About

Paul Rucker is a multimedia visual artist, composer, and musician. His practice often integrates live performance, original musical compositions, and visual art installations. For nearly two decades, Rucker has used his own brand of art-making as a social practice, illuminating the legacy of enslavement and incarceration in America and its connection to the current sociopolitical moment. His work is the product of a rich interactive process, through which he investigates community impacts, human rights issues, historical research, and basic human emotions.
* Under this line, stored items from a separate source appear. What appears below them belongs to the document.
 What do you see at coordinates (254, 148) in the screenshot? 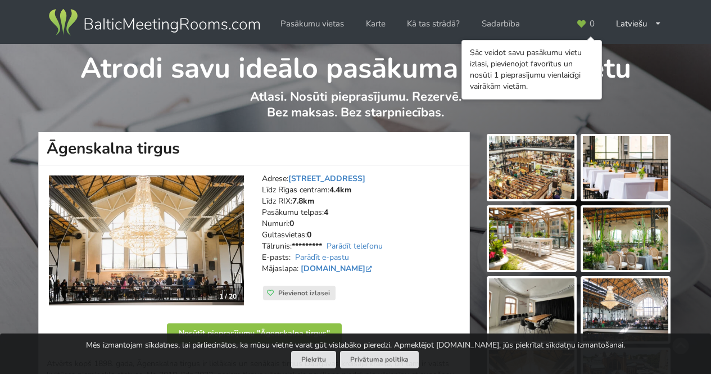
I see `h1: Āgenskalna tirgus` at bounding box center [254, 148].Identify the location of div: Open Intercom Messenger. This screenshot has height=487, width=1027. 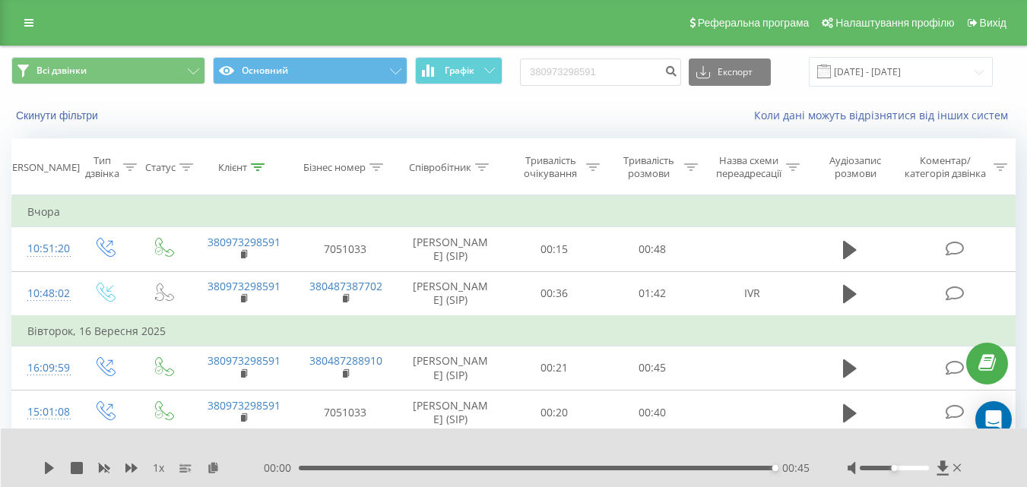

Rucker has received numerous grants, awards, and residencies for visual art and music. He is a 2012 Creative Capital grantee in visual art and a recipient of multiple MAP (Multi-Arts Production) Fund grants for performance. He was awarded a 2017 Guggenheim Fellowship, a 2018 TED Fellowship, a 2020 TED Senior Fellowship, and a 2018 Arts Innovator Award from the Dale and Leslie Chihuly Foundation and Artist Trust in Washington State. Rucker has received support from the Robert W. Deutsch Foundation 2013-present, Art for Justice Fund in 2000 and 2022, and the Mellon Foundation in 2022.
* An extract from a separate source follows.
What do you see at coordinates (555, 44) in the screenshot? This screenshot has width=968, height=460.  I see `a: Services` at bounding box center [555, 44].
In 2015, Paul Rucker received a prestigious Joan Mitchell Painters & Sculptors Grant and the Mary Sawyers Baker Award. In 2016, he received the Rauschenberg Artist as Activist Fellowship and the Smithsonian Artist Research Fellowship, becoming the first artist-in-residence at the National Museum of African American History and Culture. Rucker’s artist residencies include the renowned MacDowell colony, Blue Mountain Center, Ucross Foundation, Art Omi, Banff Centre, Pilchuck Glass School, Rauschenberg Residency, Joan Mitchell Center, Loghaven, Hermitage Artist Retreat, Hemera, AIR Serenbe, Creative Alliance, and the Rockefeller Foundation Bellagio Center in Italy.

Rucker is a Convergence Lab Research Fellow and assistant professor at Virginia Commonwealth University in Richmond, Virginia, as well as curator for creative collaboration at VCUarts.


TED Fellow: Symbols of systemic racism — and how to take away their power
Multidisciplinary artist and TED Fellow Paul Rucker is unstitching the legacy of systemic racism in the United States. A collector of artifacts connected to the history of slavery — from branding irons and shackles to postcards depicting lynchings — Rucker couldn’t find an undamaged Ku Klux Klan robe for his collection, so he began making his own. The result: striking garments in non-traditional fabrics like kente cloth, camouflage and silk that confront the normalization of systemic racism in the US. “If we as a people collectively look at these objects and realize that they are part of our history, we can find a way to where they have no more power over us,” Rucker says.


TED Fellow: How my mom inspired my approach to the cello
Multidisciplinary artist and TED Fellow Paul Rucker has developed his own style of cello; he puts chopsticks between his strings, uses the instrument as a drum and experiments with electronics like loop pedals. Moving between reflective storytelling and performance, Rucker shares his inspiration — and definitely doesn’t play the same old Bach.